Use action verbs, quantify results where you can, and mirror keywords from the job posting without keyword stuffing.

  • Start bullets with verbs that reflect decisions: led, built, improved, delivered, analyzed
  • Quantify scope: team size, budget, volume, percentage improvements, timelines
  • Prioritize recent, relevant experience over exhaustive history
  • Keep formatting consistent and export as PDF

Common mistakes to avoid

These errors make otherwise strong candidates harder to evaluate.

  • Using vague phrases like “helped with” or “responsible for” without context
  • Including outdated roles that no longer support your target position
  • Inconsistent fonts, spacing, or alignment
  • Submitting Word files instead of PDFs
  • Exaggerating titles or accomplishments you cannot discuss in an interview

Frequently asked questions

Should I use a template for a registered nurse resume?

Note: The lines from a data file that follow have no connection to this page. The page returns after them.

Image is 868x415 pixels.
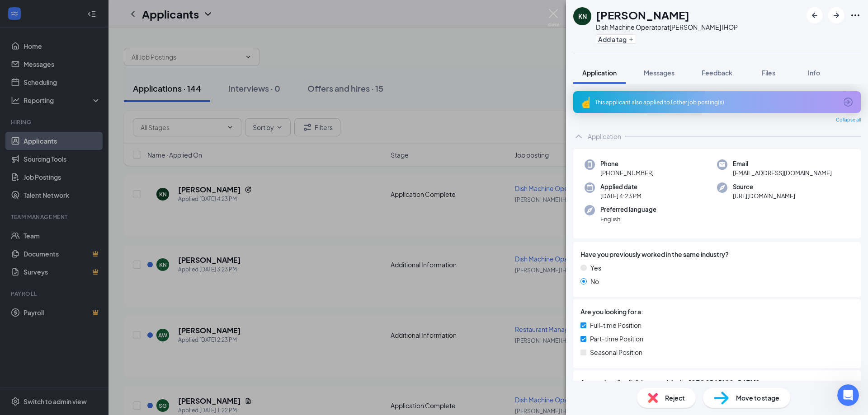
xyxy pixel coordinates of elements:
span: Files [762,69,775,77]
span: [EMAIL_ADDRESS][DOMAIN_NAME] [733,169,832,178]
svg: ArrowRight [831,10,841,21]
div: Application [588,132,621,141]
iframe: Intercom live chat [837,384,858,406]
span: Are you legally eligible to work in the [GEOGRAPHIC_DATA]? [580,378,853,388]
div: KN [578,12,587,21]
span: Preferred language [600,205,656,214]
span: Application [582,69,617,77]
span: Have you previously worked in the same industry? [580,249,728,259]
span: Info [807,69,820,77]
button: ArrowRight [828,7,844,24]
span: Source [733,182,795,192]
svg: ArrowLeftNew [809,10,820,21]
span: Messages [643,69,675,77]
button: PlusAdd a tag [596,34,636,44]
div: Dish Machine Operator at [PERSON_NAME] IHOP [596,22,738,31]
span: [PHONE_NUMBER] [600,169,654,178]
span: Email [733,159,832,169]
span: Reject [665,393,685,403]
span: Are you looking for a: [580,307,643,316]
span: Move to stage [736,393,779,403]
div: This applicant also applied to 1 other job posting(s) [595,99,837,106]
span: Feedback [701,69,733,77]
span: English [600,214,656,224]
span: Seasonal Position [590,348,642,357]
span: Full-time Position [590,320,641,330]
span: Yes [590,263,601,273]
span: Part-time Position [590,334,643,344]
svg: ChevronUp [573,131,584,142]
h1: [PERSON_NAME] [596,7,689,22]
span: Applied date [600,182,641,192]
span: [DATE] 4:23 PM [600,192,641,201]
button: ArrowLeftNew [806,7,822,24]
svg: Plus [628,37,634,42]
svg: ArrowCircle [843,97,853,107]
span: Phone [600,159,654,169]
span: [URL][DOMAIN_NAME] [733,192,795,201]
svg: Ellipses [850,10,861,21]
span: Collapse all [836,116,861,124]
span: No [590,276,599,286]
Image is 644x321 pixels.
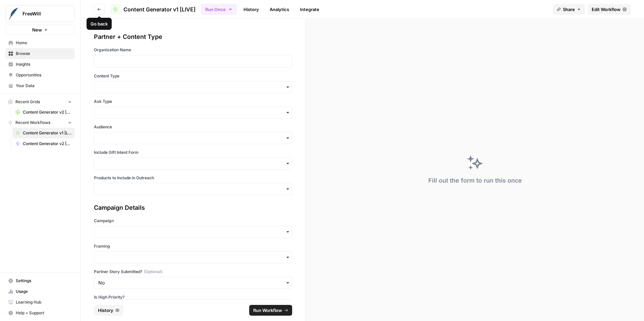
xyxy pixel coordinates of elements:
[98,280,288,286] input: No
[98,307,113,314] span: History
[253,307,282,314] span: Run Workflow
[94,218,292,224] label: Campaign
[429,176,522,185] div: Fill out the form to run this once
[12,107,75,118] a: Content Generator v2 [DRAFT] Test
[563,6,575,13] span: Share
[240,4,263,15] a: History
[16,289,72,295] span: Usage
[94,175,292,181] label: Products to Include in Outreach
[592,6,620,13] span: Edit Workflow
[16,40,72,46] span: Home
[23,141,72,147] span: Content Generator v2 [BETA]
[94,32,292,41] div: Partner + Content Type
[249,305,292,316] button: Run Workflow
[6,97,75,107] button: Recent Grids
[94,294,292,300] label: Is High Priority?
[6,80,75,91] a: Your Data
[94,124,292,130] label: Audience
[6,308,75,318] button: Help + Support
[6,25,75,35] button: New
[16,310,72,316] span: Help + Support
[94,269,292,275] label: Partner Story Submitted?
[6,6,75,22] button: Workspace: FreeWill
[94,243,292,249] label: Framing
[94,305,124,316] button: History
[6,297,75,308] a: Learning Hub
[23,130,72,136] span: Content Generator v1 [LIVE]
[6,118,75,128] button: Recent Workflows
[6,59,75,70] a: Insights
[6,70,75,80] a: Opportunities
[6,286,75,297] a: Usage
[6,275,75,286] a: Settings
[16,51,72,57] span: Browse
[201,4,237,15] button: Run Once
[12,138,75,149] a: Content Generator v2 [BETA]
[23,10,63,17] span: FreeWill
[94,149,292,155] label: Include Gift Intent Form
[94,73,292,79] label: Content Type
[23,109,72,115] span: Content Generator v2 [DRAFT] Test
[16,278,72,284] span: Settings
[16,299,72,305] span: Learning Hub
[12,128,75,138] a: Content Generator v1 [LIVE]
[110,4,196,15] a: Content Generator v1 [LIVE]
[144,269,162,275] span: (Optional)
[296,4,323,15] a: Integrate
[6,38,75,48] a: Home
[6,48,75,59] a: Browse
[94,47,292,53] label: Organization Name
[588,4,631,15] a: Edit Workflow
[16,83,72,89] span: Your Data
[16,61,72,67] span: Insights
[15,120,50,125] span: Recent Workflows
[16,72,72,78] span: Opportunities
[266,4,293,15] a: Analytics
[8,8,20,20] img: FreeWill Logo
[94,203,292,213] div: Campaign Details
[15,99,40,105] span: Recent Grids
[32,26,42,33] span: New
[553,4,585,15] button: Share
[94,99,292,105] label: Ask Type
[124,6,196,13] span: Content Generator v1 [LIVE]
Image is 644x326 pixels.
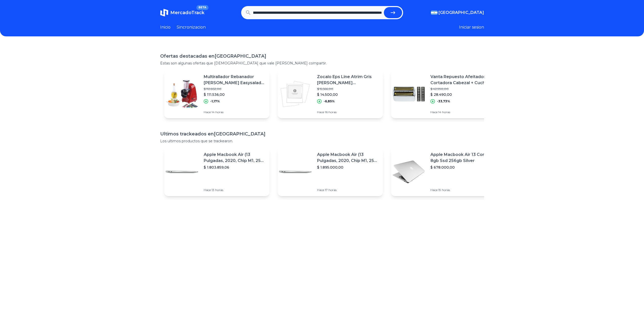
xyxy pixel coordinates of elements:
[210,100,220,103] p: -1,17%
[430,87,492,91] p: $ 42.990,00
[431,10,484,16] button: [GEOGRAPHIC_DATA]
[164,70,270,118] a: Featured imageMultirallador Rebanador [PERSON_NAME] Easysalad Asm100$ 112.852,00$ 111.536,00-1,17...
[317,188,378,192] p: Hace 17 horas
[430,74,492,86] p: Vanta Repuesto Afeitadora Cortadora Cabezal + Cuchilla 101
[317,92,378,97] p: $ 14.500,00
[277,154,313,189] img: Featured image
[160,24,171,31] a: Inicio
[391,154,427,189] img: Featured image
[160,8,204,17] a: MercadoTrackBETA
[391,77,427,111] img: Featured image
[160,52,484,60] h1: Ofertas destacadas en [GEOGRAPHIC_DATA]
[160,8,168,17] img: MercadoTrack
[391,148,496,196] a: Featured imageApple Macbook Air 13 Core I5 8gb Ssd 256gb Silver$ 678.000,00Hace 19 horas
[170,10,204,15] span: MercadoTrack
[391,70,496,118] a: Featured imageVanta Repuesto Afeitadora Cortadora Cabezal + Cuchilla 101$ 42.990,00$ 28.490,00-33...
[323,100,335,103] p: -6,85%
[277,77,313,111] img: Featured image
[430,110,492,114] p: Hace 14 horas
[204,92,266,97] p: $ 111.536,00
[430,188,492,192] p: Hace 19 horas
[204,188,266,192] p: Hace 13 horas
[164,148,270,196] a: Featured imageApple Macbook Air (13 Pulgadas, 2020, Chip M1, 256 Gb De Ssd, 8 Gb De Ram) - Plata$...
[317,87,378,91] p: $ 15.566,00
[438,10,484,16] span: [GEOGRAPHIC_DATA]
[317,165,378,170] p: $ 1.895.000,00
[160,139,484,143] p: Los ultimos productos que se trackearon.
[164,77,199,111] img: Featured image
[164,154,199,189] img: Featured image
[204,74,266,86] p: Multirallador Rebanador [PERSON_NAME] Easysalad Asm100
[431,10,438,15] img: Argentina
[204,152,266,164] p: Apple Macbook Air (13 Pulgadas, 2020, Chip M1, 256 Gb De Ssd, 8 Gb De Ram) - Plata
[277,70,383,118] a: Featured imageZocalo Eps Line Atrim Gris [PERSON_NAME] Porcelanato 2335$ 15.566,00$ 14.500,00-6,8...
[459,24,484,31] button: Iniciar sesion
[430,165,492,170] p: $ 678.000,00
[176,24,206,31] a: Sincronizacion
[204,87,266,91] p: $ 112.852,00
[317,110,378,114] p: Hace 16 horas
[197,5,208,10] span: BETA
[160,130,484,137] h1: Ultimos trackeados en [GEOGRAPHIC_DATA]
[204,110,266,114] p: Hace 14 horas
[317,74,378,86] p: Zocalo Eps Line Atrim Gris [PERSON_NAME] Porcelanato 2335
[204,165,266,170] p: $ 1.803.859,06
[317,152,378,164] p: Apple Macbook Air (13 Pulgadas, 2020, Chip M1, 256 Gb De Ssd, 8 Gb De Ram) - Plata
[160,61,484,65] p: Estas son algunas ofertas que [DEMOGRAPHIC_DATA] que vale [PERSON_NAME] compartir.
[277,148,383,196] a: Featured imageApple Macbook Air (13 Pulgadas, 2020, Chip M1, 256 Gb De Ssd, 8 Gb De Ram) - Plata$...
[437,100,450,103] p: -33,73%
[430,152,492,164] p: Apple Macbook Air 13 Core I5 8gb Ssd 256gb Silver
[430,92,492,97] p: $ 28.490,00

Yes. A clean, ATS-friendly template helps you focus on content while keeping sections organized. Avoid layouts with heavy graphics or multiple columns that parsers struggle to read.

Can I reuse the same resume for every application?

You can reuse a base version, but you should tailor the summary, skills, and top bullets to each job description. Small customizations often improve response rates.

Do I need a cover letter with my resume?

When employers ask for one, treat it as required. Even when optional, a concise cover letter can explain career transitions and highlight your strongest fit for the role.

How long should a registered nurse resume be?

One page is standard for most applicants. Two pages is acceptable when you have extensive directly relevant experience and every section adds value.

Should I include references on my resume?

No. Use the space for accomplishments instead. Provide references when requested later in the process.